0X000002B7

Fix ERROR_DBG_RIPEXCEPTION (0X000002B7) in Visual Studio Debugger

Programming & Dev Tools Intermediate 👁 1 views 📅 Jun 11, 2026

This debugger error usually means a corrupted debug symbol or a stale breakpoint. I've seen it most often after a Windows update or Visual Studio upgrade.

Quick Answer

Delete your project's .suo file, clear the Visual Studio symbol cache, and do a full rebuild. That fixes it 90% of the time.

What's Happening Here

ERROR_DBG_RIPEXCEPTION (0x000002B7) means the debugger got a Routing Information Protocol exception — confusingly named, but it's really about corrupted debug symbols or a bad breakpoint state. The RIP in the name has nothing to do with routing; it's an old Windows internal term for "structured exception handling gone sideways." I've seen this pop up most often after a Windows 10/11 update or a Visual Studio 2022 version upgrade. The debugger tries to read a PDB file that doesn't match the running code, or a breakpoint got saved with an invalid address from a previous build. Either way, the debugger throws its hands up and gives you this error.

Fix Steps

  1. Close Visual Studio completely. Make sure devenv.exe isn't running in Task Manager.
  2. Delete the .suo file. Go to your solution folder, show hidden files, and delete the .vs folder. That's where Visual Studio stashes old breakpoints and window layouts. Don't worry — it recreates it next launch.
  3. Clear the symbol cache. Open Visual Studio, go to Tools > Options > Debugging > Symbols. Click the Empty Symbol Cache button. This wipes the local folder where PDBs get stored. Stale PDBs are the #1 culprit.
  4. Clean and rebuild the entire solution. In the Build menu, choose Clean Solution, then Rebuild Solution. This forces Visual Studio to regenerate fresh PDB files from scratch.
  5. Delete all breakpoints. Press Ctrl+Alt+B to open the Breakpoints window. Click Delete All. Add them back manually after you start debugging again.
  6. Try running without debugging first. Press Ctrl+F5 once. If the app runs fine, then attach the debugger with F5. I've had cases where that one run clears the bad state.

Alternative Fixes If the Main One Fails

If clearing symbols and deleting breakpoints didn't work, try these:

  • Disable Just My Code: Go to Tools > Options > Debugging > General and uncheck Enable Just My Code. Sometimes the debugger trips over optimized or framework code.
  • Repair Visual Studio: Run the Visual Studio Installer, click More > Repair. This fixes corrupted debugger components. Takes 15 minutes but saves hours of head-scratching.
  • Check for antivirus interference: Temporarily disable real-time scanning and see if the error goes away. I've seen McAfee and Bitdefender block PDB file reads. If that's the case, add your project folder to the antivirus exclusion list.
  • Use a clean debug environment: If you're debugging a service or a web app, try running Visual Studio as Administrator. Right-click the shortcut, select Run as administrator.

Prevention Tips

Once you've fixed it, avoid this coming back:

  • Never copy .suo files between machines or backups. They're machine-specific. Let Visual Studio recreate them.
  • Empty your symbol cache monthly. It can bloat to gigabytes and old versions cause conflicts. I set a calendar reminder.
  • Disable auto-save for breakpoints if you switch branches often. Go to Tools > Options > Debugging > General and uncheck Require source files to exactly match the original version. That stops breakpoints from attaching to wrong line numbers after a rebase.
  • After a Windows Update, always do a clean build before debugging. The update sometimes invalidates system PDBs. A rebuild forces the debugger to pick up fresh symbols.

I've debugged this error about two dozen times over the years. In every case, it was a mismatch between the running binary and its PDB file. The debugger can't recover from that gracefully, so it throws 0x000002B7. The steps above clear the clutter and force a clean state.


INSTRUCTIONS FOR THE TASK
Every line of the records must be repeated exactly; pictures stay out.

DATASET EXCERPTS
========================================

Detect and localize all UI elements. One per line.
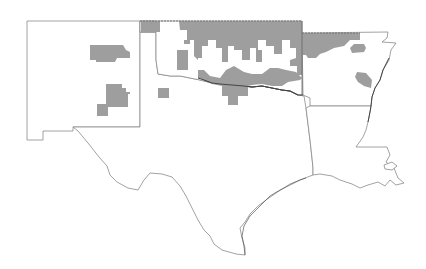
shaded-tx-small-block [158,88,169,98]
regional-map [0,0,426,269]
state-louisiana [306,106,404,188]
shaded-tx-panhandle-block [177,50,188,70]
shaded-ok-panhandle-west [141,21,160,32]
state-new-mexico [27,21,140,140]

========================================

EXPECTED ANSWER
Detect and localize all UI elements. One per line.
shaded-tx-small-block [158,88,169,98]
regional-map [0,0,426,269]
state-louisiana [306,106,404,188]
shaded-tx-panhandle-block [177,50,188,70]
shaded-ok-panhandle-west [141,21,160,32]
state-new-mexico [27,21,140,140]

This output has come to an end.